712, 135 L. Ed. 2d 874, 116 S. Ct. 2353 (1996); Morley's Auto Body, Inc. v.
Hunter, 70 F.3d 1209, 1216-17 (11th Cir. 1995). As noted earlier, property rights are defined by state law, and
so Wisconsin law controls whether Williams has a property interest simply by
virtue of the length of his service and the department's removal policy. O'Hare,
47 F.3d at 886. We have
not found, nor has Williams identified for us, any Wisconsin case recognizing a
legal entitlement based on the type of informal policies Williams describes.
Without such entitlement, the magistrate judge correctly granted summary
judgment to the defendants on this claim.
First Amendment Claim
At the
summary judgment stage, Williams bore the burden on his First Amendment Claim
of establishing that a reasonable jury could find from the evidence that he was
removed from the rotation list because of "his speech on a matter of
public concern." Bd. of County Comm'rs v.
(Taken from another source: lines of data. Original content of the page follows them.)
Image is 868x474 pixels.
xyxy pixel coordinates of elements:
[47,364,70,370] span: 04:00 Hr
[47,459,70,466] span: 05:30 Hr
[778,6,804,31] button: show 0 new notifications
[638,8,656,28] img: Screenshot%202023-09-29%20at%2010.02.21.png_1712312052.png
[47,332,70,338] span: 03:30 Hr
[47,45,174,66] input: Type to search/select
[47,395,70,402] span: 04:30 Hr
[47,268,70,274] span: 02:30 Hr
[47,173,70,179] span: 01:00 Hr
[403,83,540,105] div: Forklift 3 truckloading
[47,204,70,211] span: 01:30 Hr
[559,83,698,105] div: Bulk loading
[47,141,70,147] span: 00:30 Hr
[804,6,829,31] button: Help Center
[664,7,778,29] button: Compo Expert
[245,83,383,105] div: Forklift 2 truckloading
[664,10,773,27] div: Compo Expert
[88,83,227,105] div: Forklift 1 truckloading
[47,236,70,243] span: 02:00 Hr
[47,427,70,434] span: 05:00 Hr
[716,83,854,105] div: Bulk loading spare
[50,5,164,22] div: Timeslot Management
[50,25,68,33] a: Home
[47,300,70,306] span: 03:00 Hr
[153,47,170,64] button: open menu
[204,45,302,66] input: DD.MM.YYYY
Umbehr, 518 U.S. 668, 685, 135
L. Ed. 2d 843, 116 S. Ct. 2342 (1996). To meet this burden, Williams asserted,
as he does now on appeal, that his speech in the letter and in the newspaper
article touched on matters of public concern, specifically public safety and
use of public funds in supporting an inefficient towing system. Williams also alleged,
based on his perception of the timing of his removal, that the newspaper
article primarily motivated the WCSD's decision to take S&S off the
rotation list.
We agree that some of Williams' speech addressed a matter of
public concern. But, at the same time, much of what Williams said related
solely to his personal and economic interests. See, e.g., Connick v. Myers, 461 U.S. 138, 147, 75
L. Ed. 2d 708, 103 S. Ct. 1684 (1983). For example, Williams discussed in his
letter to other tow operators how his calls from the sheriff had decreased by
50% since the rotation [*747] system took effect. He made similar
comments in the newspaper article and noted that the decline in calls
translated to a $900 drop in business.
Regardless
of the characterization of Williams' speech, he failed to establish that the
WCSD removed him from the rotation list because of his public criticism.
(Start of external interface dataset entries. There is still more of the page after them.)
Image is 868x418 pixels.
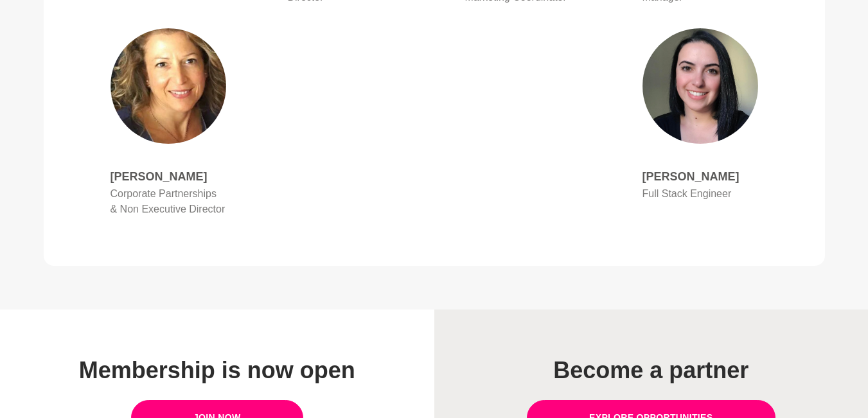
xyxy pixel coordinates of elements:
[36,356,398,385] h1: Membership is now open
[110,186,226,217] p: Corporate Partnerships & Non Executive Director
[110,169,226,184] h4: [PERSON_NAME]
[470,356,833,385] h1: Become a partner
[642,186,758,202] p: Full Stack Engineer
[642,169,758,184] h4: [PERSON_NAME]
Williams argues that the suspicious timing--he did not learn of his removal
until the day after the newspaper article was published--reveals the WCSD's
true motivation. All three individual defendants, however, testified that the
removal decision occurred after they reviewed a copy of the letter. Williams wrote but before the newspaper
article came out. They each explained that Williams' letter, which essentially
included a veiled threat of a boycott, caused concern for public safety and
efficient towing service. Williams failed to produce evidence to contradict the
defendants' testimony on that matter.
The record contains nothing from which a reasonable trier of fact could
conclude that the WCSD terminated Williams because of his public speech.
See, e.g., Umbehr, 518 U.S. at 685 (holding that the summary judgment burden is
"an initial showing that requires him to prove more than the mere fact
that he criticized the Board members before they terminated him"); Acosta-Orozco
v. Rodriguez-de-Rivera, 132 F.3d 97, 101 (1st Cir. 1997).
For
the foregoing reasons, we AFFIRM the judgment of the district court.